The Annenberg Institute for School Reform is a most exclusive academic club lavishly funded and outfitted at Brown U. for the advancement of corporate education in America.
The Institute is headed by Susanna Loeb, who has a whole slew of degrees from prestigious universities, none of which has anything to do with the science and art of schooling, teaching, or learning.
Researchers at the Institute are circulating a working paper that, at first glance, would suggest that school reformers might have learned something about the failure of teacher evaluation based on value-added models applied to student test scores. The abstract:
Starting in 2009, the U.S. public education system undertook a massive effort to institute new high-stakes teacher evaluation systems. We examine the effects of these reforms on student achievement and attainment at a national scale by exploiting the staggered timing of implementation across states. We find precisely estimated null effects, on average, that rule out impacts as small as 1.5 percent of a standard deviation for achievement and 1 percentage point for high school graduation and college enrollment. We also find little evidence of heterogeneous effects across an index measuring system design rigor, specific design features, and district characteristics.
So could this mean that the national failure of VAM applied to teacher evaluation might translate to decreasing the brutalization of teachers and the waste of student learning time that resulted from the implementation of VAM beginning in 2009? No such luck.
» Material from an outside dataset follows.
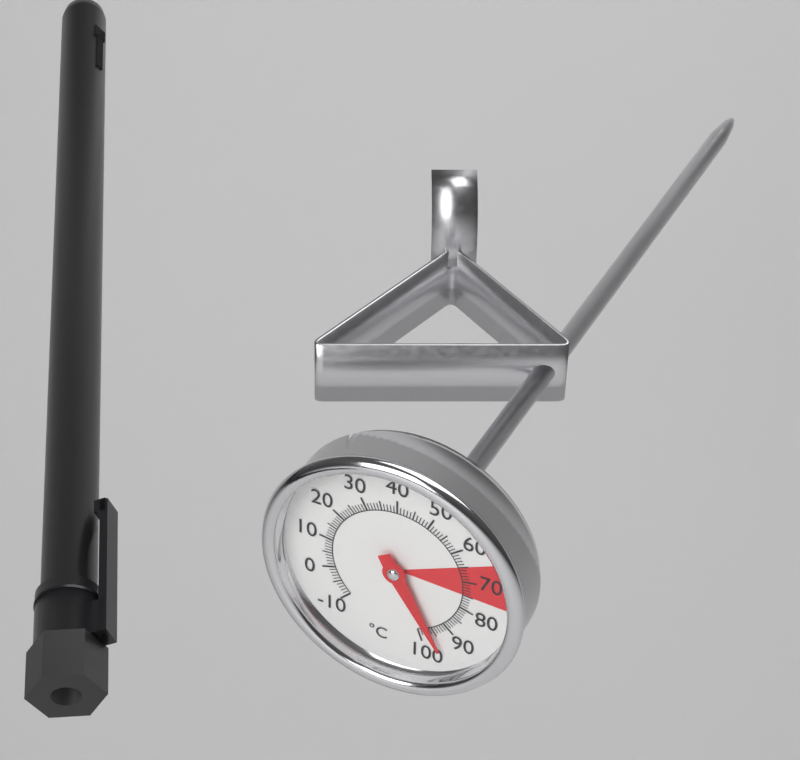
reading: 96 °C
The conclusion of the paper, in fact, clearly shows that the Annenbergers have concluded that the failure to raise test scores by corporate accountability means (VAM) resulted from laggard states and districts that did not adhere strictly to the VAM's mad methods. In short, the corporate-led failure of VAM in education happened as a result of schools not being corporate enough:
Firms in the private sector often fail to implement best management practices and performance evaluation systems because of imperfectly competitive markets and the costs of implementing such policies and practices (Bloom and Van Reenen 2007). These same factors are likely to have influenced the design and implementation of teacher evaluation reforms. Unlike firms in a perfectly competitive market with incentives to implement management and evaluation systems that increase productivity, school districts and states face less competitive pressure to innovate. Similarly, adopting evaluation systems like the one implemented in Washington D.C. requires a significant investment of time, money, and political capital. Many states may have believed that the costs of these investments outweighed the benefits. Consequently, the evaluation systems adopted by many states were not meaningfully different from the status quo and subsequently failed to improve student outcomes.
So
the Gates-Duncan RTTT corporate plan for teacher evaluation failed not because it
was a corporate model but because it was not corporate enough! In short, there were way too many small carrots and not enough big sticks.